Any denigration of Obama’s delegate haul from caucus states is, at heart, a fairness argument. We’ve heard talk from Hillary and Bill Clinton about the fundamental unfairness of caucuses: if you work when the caucus is held, too bad; if you can’t find or afford a babysitter, too bad. Watch for this, again, after Wyoming’s Saturday caucus, and if Obama takes the Texas caucus once the counting is done.

As far as electability goes, Clinton can make the same argument she’s made throughout the primary season—some jumble of the words “experience,” “dangerous times,” and “ready to lead”—while re-emphasizing Obama’s perceived vulnerability against John McCain on national security. The “buyer’s remorse” argument is something of a corollary.
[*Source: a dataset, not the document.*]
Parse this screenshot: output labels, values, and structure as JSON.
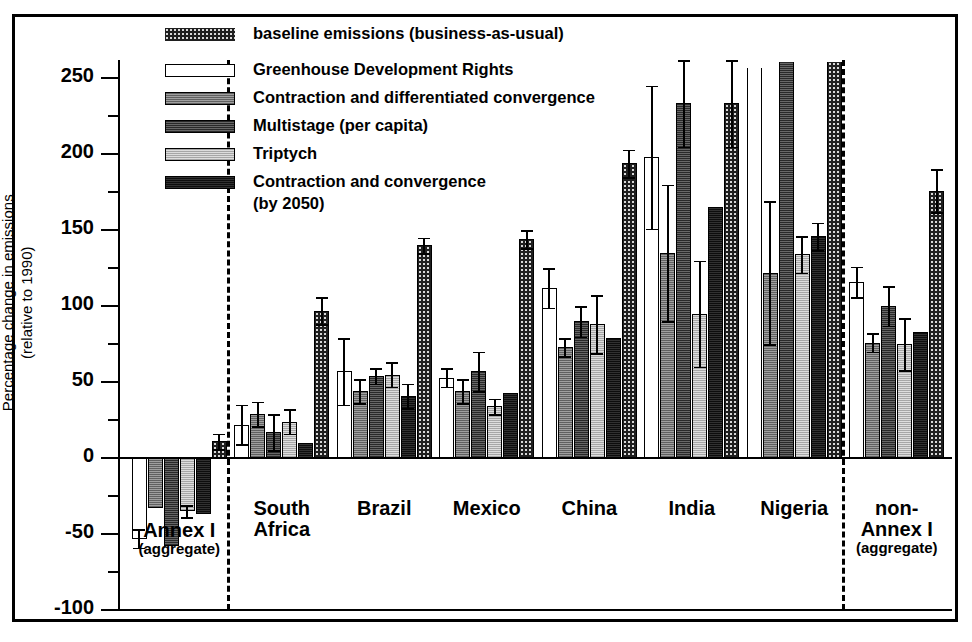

If she can make the case that voters turned against Obama in the late states, for whatever reason, that points to increasing salience on concerns about his electability in the general.

There’s also the “Big States” argument, which goes something like this: Clinton, having won California, New York, Texas, Ohio, and Florida has won the big states that Democrats pine to carry in a general election. While there’s no serious suggestion of a linkage between a candidate’s performance in a state’s primary and her ability to carry those same states in November, that hasn’t stopped the idea from becoming punditorial grist, especially since both campaigns have been flacking the contention—Obama to emphasize his red state crossover appeal, Clinton for big states.

Clinton is using something of a justice-electability hybrid in the cases of Florida and Michigan, two states which held their primaries, without permission from the DNC, too early and have had their delegates taken away by the national party. Clinton won those votes handily, but they are, so far, hollow victories in terms of delegates. Clinton at first said that she’d fight to have those delegations seated at the convention, but now the campaign seems to be pushing for a re-vote in Florida and Michigan. “We can’t disenfranchise Florida. Especially what happened after 2000. We can’t do it to them again,” said McAuliffe, salting an eight-year-old party wound to make a fairness argument. Now watch this: with his next words, McAuliffe immediately turns to an electability argument. “Michigan and Florida are two key states for the Democratic Party for this coming November.” And then, right back to fairness: “So whatever we have to do to get people into the system, let’s do it.”

But this morning, as Clinton made the network morning-show rounds to claim victory, CBS’s Harry Smith did not really ask about the race’s math. Robin Roberts at “Good Morning America” did, but Clinton buzzed past it with a royal bromide—“at the end of the day, we are going to be the nominee”—and Roberts did not follow up. NBC’s Meredith Vieira actually got Clinton to acknowledge the importance of superdelegates and how her campaign wants them to be viewed. (In short, the Clinton line was that superdelegates are meant to weigh late-breaking information and determine who will be the best nominee—an electability argument based on buyer’s remorse.)

Obama has strong arguments to counter Clinton’s. Many will, like Clinton’s, overlap and contradict. (Think of how a “Rules are Rules” argument would cut both ways for Obama—stunting Clinton’s quest to get Michigan and Florida through the door, while de-stigmatizing superdelegates. After all, they are called for in the party rules.) But Obama occupies the high ground—Clinton’s arguments must be so strong as to change the status quo, and overcome any queasiness about superdelegates pulling a convention flip-flop.

Any argument so important deserves careful and aggressive parsing by the press. This isn’t about red states or blue states, or dissecting exit polls. It’s about demanding some honesty in a complicated debate.

Clint Hendler is the managing editor of Mother Jones, and a former deputy editor of CJR.